Accounts a creditor sold or handed to a debt collector. Medical collections under $500 were removed from reports starting in 2023, so don't be surprised if a small old medical bill no longer appears.

What surprises most first-time readers

Counter-intuitively, a closed account in good standing can sometimes help your score more than closing it would suggest, because it keeps your average account age up and your total available credit higher. NerdWallet and Experian both point this out, yet plenty of people close old cards thinking it's tidy and watch their score dip instead. In most cases, leaving a no-fee card open does more good than harm.

How to dispute an error

Found something wrong? Don't ignore it. Under the FCRA, you file a dispute with the bureau showing the error, and they generally have 30 days to investigate. File online, by mail, or by phone, and keep records.

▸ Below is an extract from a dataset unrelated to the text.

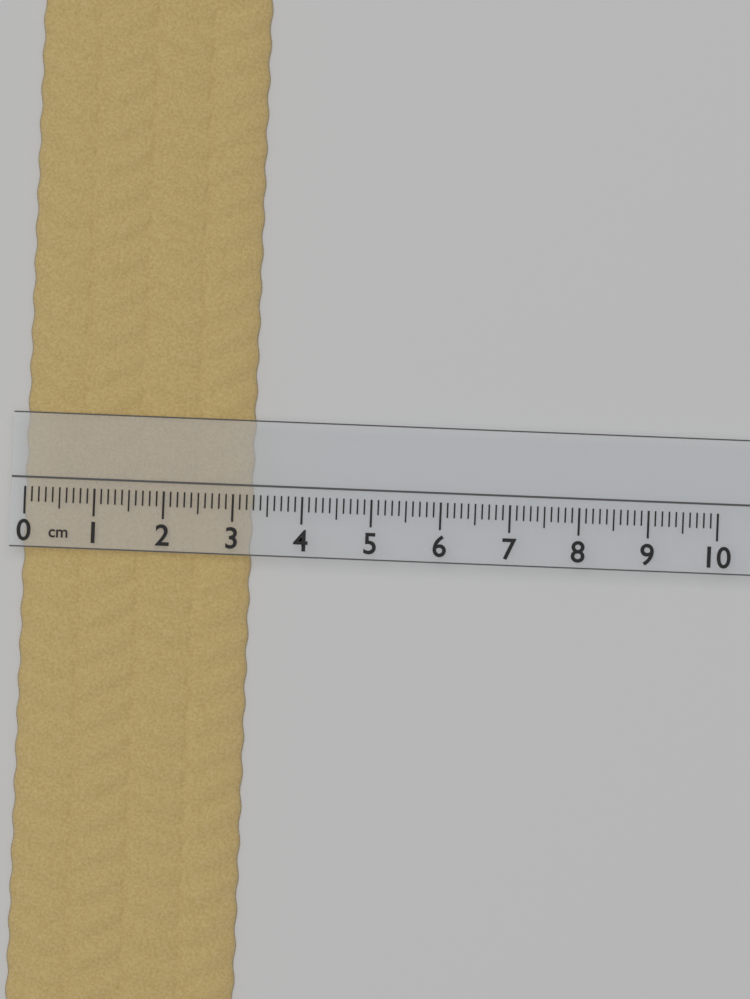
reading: 3.3 cm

I'm disputing the following item on my [Bureau] report: [account name and number]. This information is inaccurate because [reason]. I've attached [documents]. Please investigate and correct or remove this item.

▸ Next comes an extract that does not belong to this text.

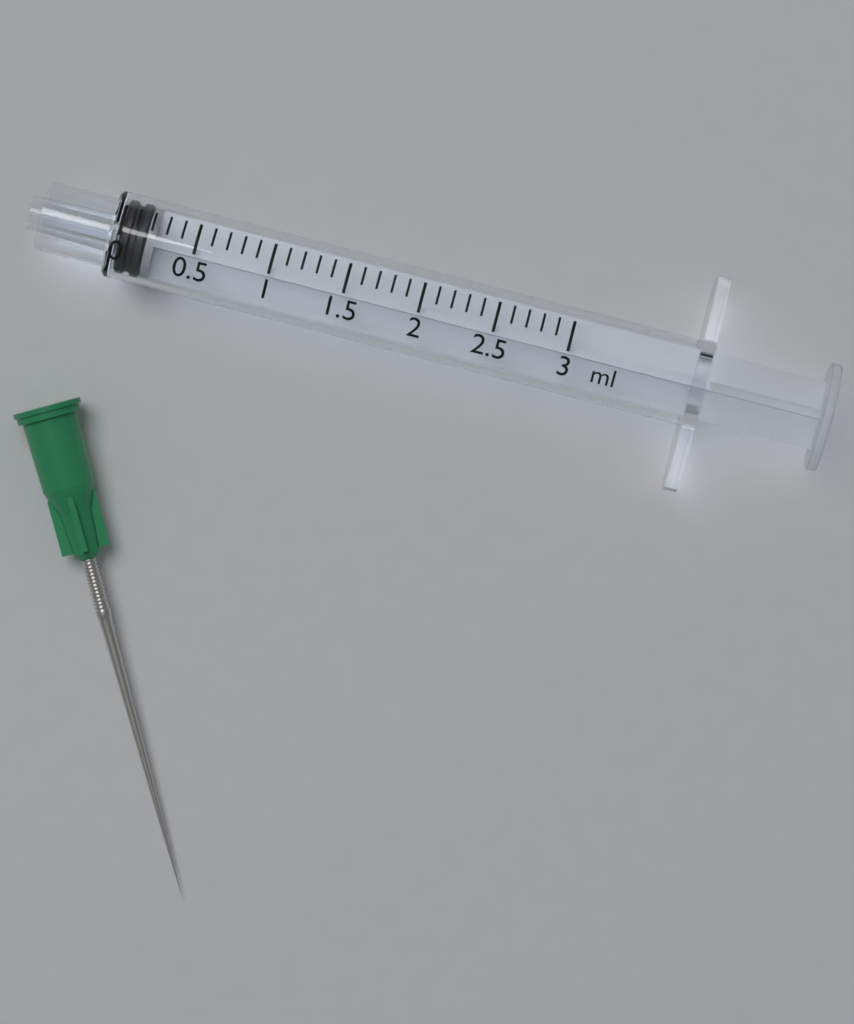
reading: 0.0 ml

Send copies of supporting documents, never originals.

If errors keep pointing at fraud, read our guide on avoiding identity theft, and if you want ongoing alerts across all three bureaus, compare the best credit monitoring services for families.

One practical habit: pull one bureau's report every four months, rotating through all three. That's three free checks a year spread out, so you catch problems early without paying for monitoring you may not need.

Sources

Last reviewed: 2026-06-19 by Editorial Team

FAQ

How often can I check my credit report for free?

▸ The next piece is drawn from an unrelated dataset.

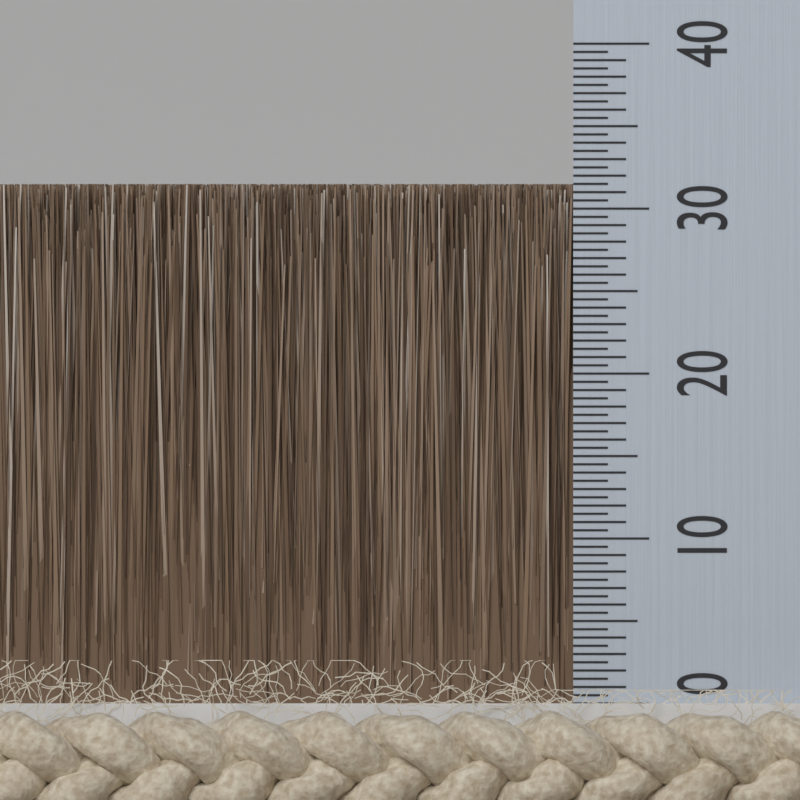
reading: 31.5 (no unit)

As of 2023, AnnualCreditReport.com permanently allows weekly free access to all three bureau reports (Equifax, Experian, TransUnion). Before that change, the limit was once per year per bureau under the original FCRA rules. Checking your own report is always a soft inquiry and never affects your score, no matter how frequently you pull it.

How long does a late payment stay on a credit report?

Exactly 7 years from the original delinquency date, regardless of whether you pay the debt afterward. A missed payment from March 2019 should drop off automatically by March 2026. Paying it off won't remove it early, but it changes the account status from "delinquent" to "paid," which most lenders view more favorably when reviewing your full file.

Does a collection account always appear on all three bureau reports?

No. Creditors and collection agencies choose which bureaus to report to and often skip one. A medical collection under $500 won't appear on any of the three as of 2023. Pull all three reports separately at AnnualCreditReport.com every time you check, because a derogatory item visible on TransUnion can be entirely absent from your Experian and Equifax files.

How do I dispute a credit report error with Experian specifically?

Go to experian.com/disputes, log in or create a free account, and select the item in question. Experian has 30 days to investigate under the FCRA, extended to 45 days if you submit additional documentation. Resolving the dispute with Experian does not automatically correct the same error on Equifax or TransUnion — you must file a separate dispute with each bureau that shows the inaccuracy.

What is the difference between a FICO score and a VantageScore?

Both run on a 300 to 850 scale but use different formulas. FICO 8 is used by roughly 90% of lenders for mortgage and auto loan decisions. VantageScore 3.0 and 4.0 appear more often on free apps like Credit Karma and Experian's own free tier. A 670 qualifies as "good" under FICO; VantageScore sets that line at 661. Neither is universally right or wrong — they just weight factors differently.

Can a hard inquiry be removed from my credit report before 2 years?

Yes, but only if it was placed without your authorization. Hard inquiries you did authorize stay for the full 2 years whether or not you received the credit. If you spot an inquiry from a lender you never applied to, dispute it with the bureau that shows it. Legitimate hard inquiries only lower your score by around 5 points and the effect fades after 12 months.